Soft robotics seeks to imitate the adaptability of natural organisms, but often relies on complex external actuation systems. An advance from the Korean KRICT Institute could radically simplify this. They have created a sulfur-based polymer, an industrial waste, specifically for 4D printing. This material not only prints easily and recycles indefinitely, but also enables the manufacture of robots that change shape autonomously in response to stimuli like heat, without motors or wires.

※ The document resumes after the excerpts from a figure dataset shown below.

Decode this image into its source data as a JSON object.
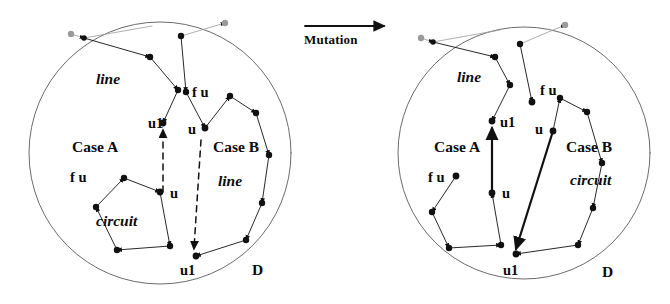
{
  "figure": {
    "title_arrow_label": "Mutation",
    "arrow_icon": "right-arrow-icon",
    "ink_color": "#111111",
    "faded_color": "#8b8b8b",
    "background": "#ffffff"
  },
  "panels": [
    {
      "id": "before",
      "name": "before-mutation-panel",
      "domain_label": "D",
      "circle": {
        "cx": 160,
        "cy": 153,
        "r": 131
      },
      "labels": [
        {
          "key": "line_top",
          "text": "line",
          "style": "italic",
          "x": 96,
          "y": 80
        },
        {
          "key": "case_a",
          "text": "Case A",
          "style": "bold",
          "x": 72,
          "y": 150
        },
        {
          "key": "fu_a",
          "text": "f u",
          "style": "bold",
          "x": 70,
          "y": 180
        },
        {
          "key": "circuit_a",
          "text": "circuit",
          "style": "italic",
          "x": 96,
          "y": 223
        },
        {
          "key": "u1_a",
          "text": "u1",
          "style": "bold",
          "x": 148,
          "y": 127
        },
        {
          "key": "u_a",
          "text": "u",
          "style": "bold",
          "x": 151,
          "y": 196
        },
        {
          "key": "fu_b",
          "text": "f u",
          "style": "bold",
          "x": 192,
          "y": 95
        },
        {
          "key": "u_b",
          "text": "u",
          "style": "bold",
          "x": 185,
          "y": 132
        },
        {
          "key": "case_b",
          "text": "Case B",
          "style": "bold",
          "x": 215,
          "y": 150
        },
        {
          "key": "line_b",
          "text": "line",
          "style": "italic",
          "x": 218,
          "y": 183
        },
        {
          "key": "u1_b",
          "text": "u1",
          "style": "bold",
          "x": 182,
          "y": 267
        },
        {
          "key": "domain",
          "text": "D",
          "style": "bold",
          "x": 253,
          "y": 270
        }
      ],
      "case_a_state": "circuit",
      "case_b_state": "line"
    },
    {
      "id": "after",
      "name": "after-mutation-panel",
      "domain_label": "D",
      "circle": {
        "cx": 524,
        "cy": 153,
        "r": 126
      },
      "labels": [
        {
          "key": "line_top",
          "text": "line",
          "style": "italic",
          "x": 457,
          "y": 78
        },
        {
          "key": "case_a",
          "text": "Case A",
          "style": "bold",
          "x": 436,
          "y": 150
        },
        {
          "key": "fu_a",
          "text": "f u",
          "style": "bold",
          "x": 429,
          "y": 180
        },
        {
          "key": "u1_a",
          "text": "u1",
          "style": "bold",
          "x": 500,
          "y": 126
        },
        {
          "key": "u_a",
          "text": "u",
          "style": "bold",
          "x": 502,
          "y": 196
        },
        {
          "key": "fu_b",
          "text": "f u",
          "style": "bold",
          "x": 523,
          "y": 92
        },
        {
          "key": "u_b",
          "text": "u",
          "style": "bold",
          "x": 538,
          "y": 132
        },
        {
          "key": "case_b",
          "text": "Case B",
          "style": "bold",
          "x": 568,
          "y": 150
        },
        {
          "key": "circuit_b",
          "text": "circuit",
          "style": "italic",
          "x": 571,
          "y": 182
        },
        {
          "key": "u1_b",
          "text": "u1",
          "style": "bold",
          "x": 505,
          "y": 268
        },
        {
          "key": "domain",
          "text": "D",
          "style": "bold",
          "x": 603,
          "y": 272
        }
      ],
      "case_a_state": "line",
      "case_b_state": "circuit"
    }
  ]
}
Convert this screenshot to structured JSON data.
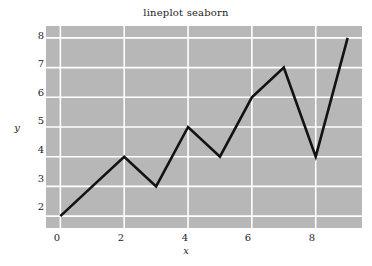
{
  "chart_data": {
    "type": "line",
    "title": "lineplot seaborn",
    "xlabel": "x",
    "ylabel": "y",
    "x": [
      0,
      1,
      2,
      3,
      4,
      5,
      6,
      7,
      8,
      9
    ],
    "values": [
      2,
      3,
      4,
      3,
      5,
      4,
      6,
      7,
      4,
      8
    ],
    "series": [
      {
        "name": "line",
        "x": [
          0,
          1,
          2,
          3,
          4,
          5,
          6,
          7,
          8,
          9
        ],
        "values": [
          2,
          3,
          4,
          3,
          5,
          4,
          6,
          7,
          4,
          8
        ]
      }
    ],
    "xlim": [
      -0.45,
      9.45
    ],
    "ylim": [
      1.6,
      8.4
    ],
    "xticks": [
      0,
      2,
      4,
      6,
      8
    ],
    "yticks": [
      2,
      3,
      4,
      5,
      6,
      7,
      8
    ],
    "xtick_labels": [
      "0",
      "2",
      "4",
      "6",
      "8"
    ],
    "ytick_labels": [
      "2",
      "3",
      "4",
      "5",
      "6",
      "7",
      "8"
    ],
    "grid": true,
    "legend": null,
    "line_color": "#121212",
    "line_width": 2.6,
    "plot_background": "#b7b7b7",
    "grid_color": "#ffffff",
    "figure_background": "#ffffff"
  }
}
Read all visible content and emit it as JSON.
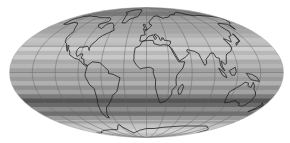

From waste to robot: the cycle of the dynamic polymer 🤖
The innovation lies in the chemistry of dynamic bonds of the polymer. In a hot state, it is malleable and allows conventional 3D printing. When cooled, it solidifies while maintaining the printed shape. The magic of the fourth dimension (time) appears with the programmable shape memory. When heated again to a specific temperature, the material recovers a predefined shape. Researchers demonstrated structures with multiple responses, where different parts activate sequentially at different temperatures. This enables complex functions: a swimming robot that flaps "fins," a prehensile arm that closes when heated, or capsules that self-assemble.
Towards truly sustainable and simple robotics ♻️
This development goes beyond mere novelty. It represents a crucial convergence: sustainability, by valorizing a waste and enabling complete robot recycling; structural simplicity, by eliminating external actuators; and intelligent autonomy, through programmable materials. The future could see deployable soft robots that activate with sunlight or tools that adapt on their own. It is a firm step towards robotics where intelligence is not only in the code, but inherent to the material.
How can the combination of recycled sulfur and 4D structures overcome actuation and sustainability limitations in the next generation of autonomous soft robots?
(P.S.: Simulating robots is fun, until they decide not to follow your orders.)